Widgets and Visibility
SmartConsole provides several Application Control widgets that surface usage data:
- Top applications by bandwidth — which applications consume the most throughput.
- Top applications by sessions — which applications are most frequently used.
- Top users — which users or hosts are running which applications.
- Application categories over time — trend charts showing growth or decline.
These widgets appear on the SmartConsole dashboard and in SmartEvent reports. They are read-only views driven by the logs the gateway generates. For the CCSA, you should recognize that Application Control provides visibility widgets and know where they appear (SmartConsole dashboard and SmartEvent), but you are not expected to configure a custom dashboard layout.
How Application Control Is Enforced
Application Control is one of the blades bundled into a TP profile. Inside a profile, the Application Control section lets you:
- Set a default action for each category or application (Accept, Drop, Reject, Ask, Inform).
- Override the default for specific applications.
- Apply rate limits per application.
- Enable or disable identification of certain applications entirely.
When a TP rule attaches that profile to a connection, the gateway runs Application Control on the connection and applies the configured actions. The action takes effect even if Access Control would have accepted the connection — TP overrides the access decision for content it considers policy-violating.
The Ask Action
One distinctive Application Control action is Ask. Ask presents an interactive prompt to the user (typically through a captive-portal-style browser redirect) asking them to confirm or acknowledge use of the application. The user can choose to proceed, and the gateway records the choice. Ask is commonly used for low-risk but non-business applications where the policy is "allowed, but documented" rather than "blocked."

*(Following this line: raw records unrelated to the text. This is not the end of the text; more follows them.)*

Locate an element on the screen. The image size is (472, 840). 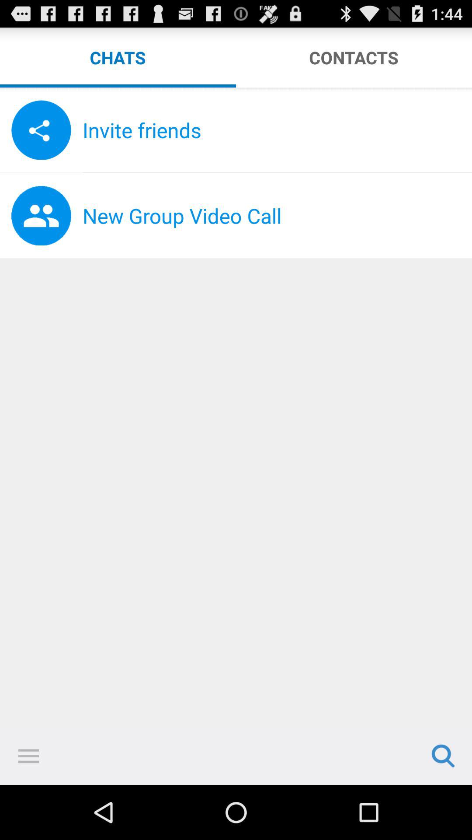
scroll to invite friends icon is located at coordinates (277, 130).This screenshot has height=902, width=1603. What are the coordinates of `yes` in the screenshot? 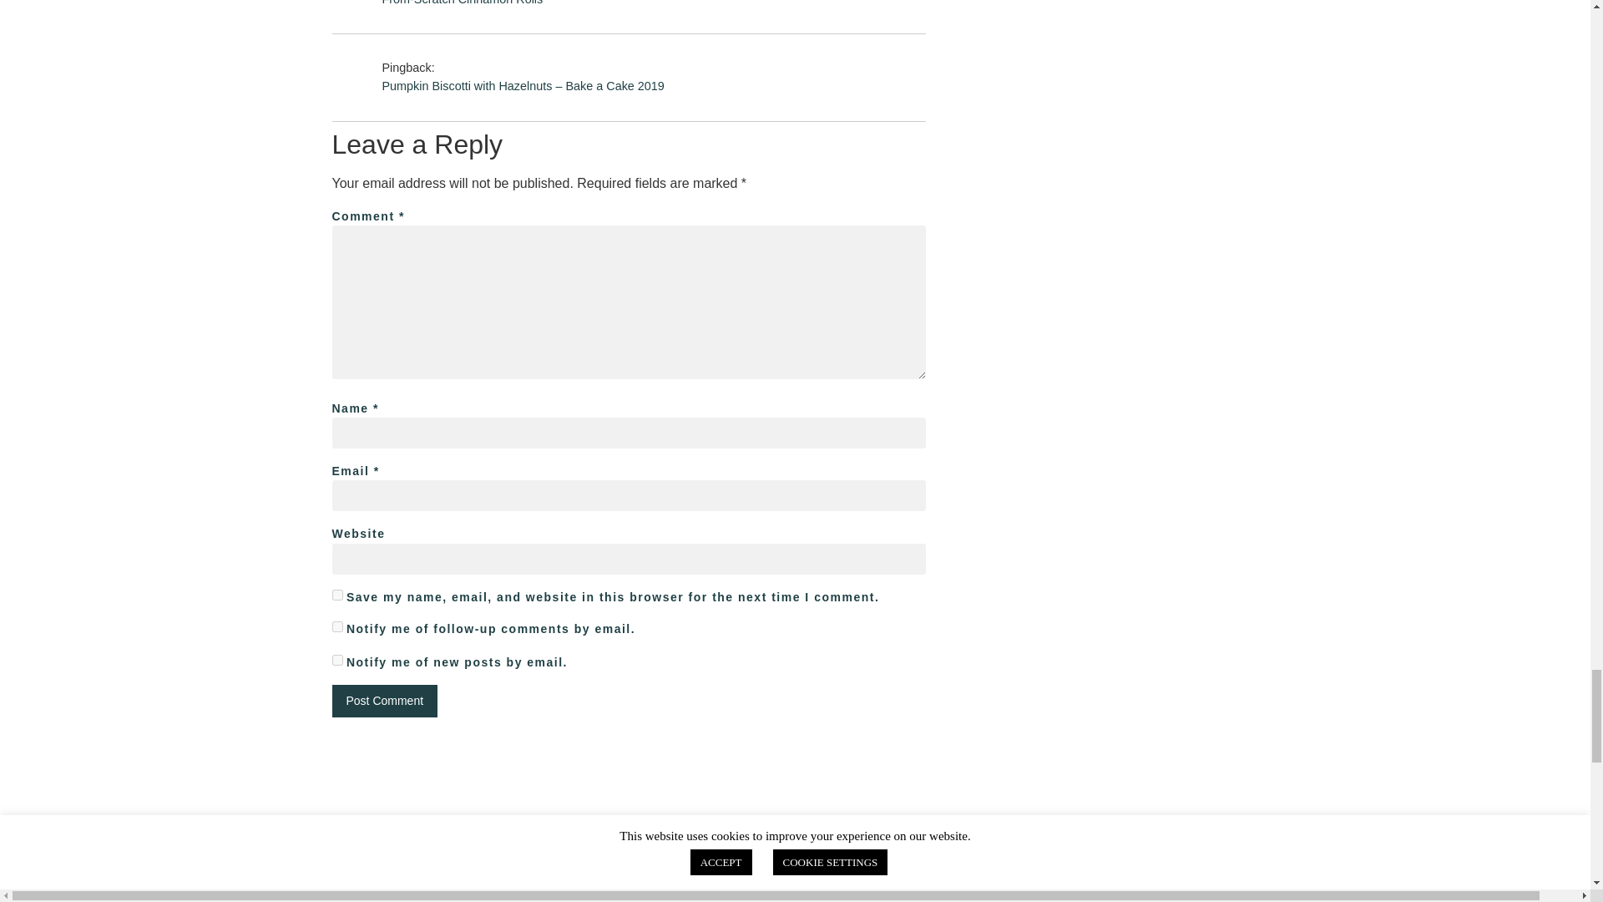 It's located at (337, 595).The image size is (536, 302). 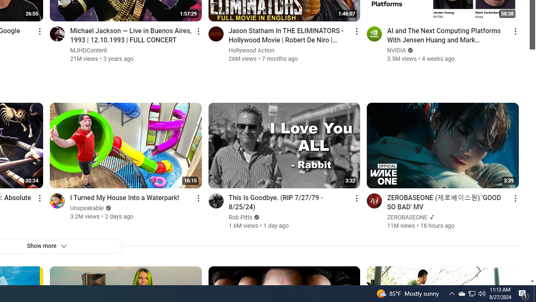 I want to click on NVIDIA, so click(x=397, y=50).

For Ask to work, the user's identity must be known (Identity Awareness is typically required) and the user's browser must be able to display the prompt. CCSA scenarios usually treat Ask as a feature to recognize, not a feature to configure step by step.
Common CCSA Scenarios
CCSA questions on Application Control most often test:
- Recognition that identification is signature-based and port-independent.
- The difference between categories and risk levels.
- Which widget shows top applications (and where it appears).
- The set of actions available for an application (Accept, Drop, Reject, Ask, Inform).
- The fact that Application Control runs only on connections already accepted by Access Control.
A typical scenario: a company wants to allow YouTube for training videos but block BitTorrent. The correct design is an Access Control rule that accepts the relevant user traffic, with a TP profile that allows the YouTube category but drops the BitTorrent application (or the File Sharing category).
What Application Control Does Not Do
Application Control does not inspect file content for malware — that is Anti-Virus and Threat Emulation. It does not categorize web destinations by URL — that is URL Filtering. It does not detect C&C communication — that is Anti-Bot. Each TP blade has a specific job, and CCSA rewards knowing the boundaries between them.
How does Application Control identify applications on the network?
Where do the Application Control usage widgets appear in SmartConsole?
Which Application Control action prompts the end user to confirm use of an application and records their choice?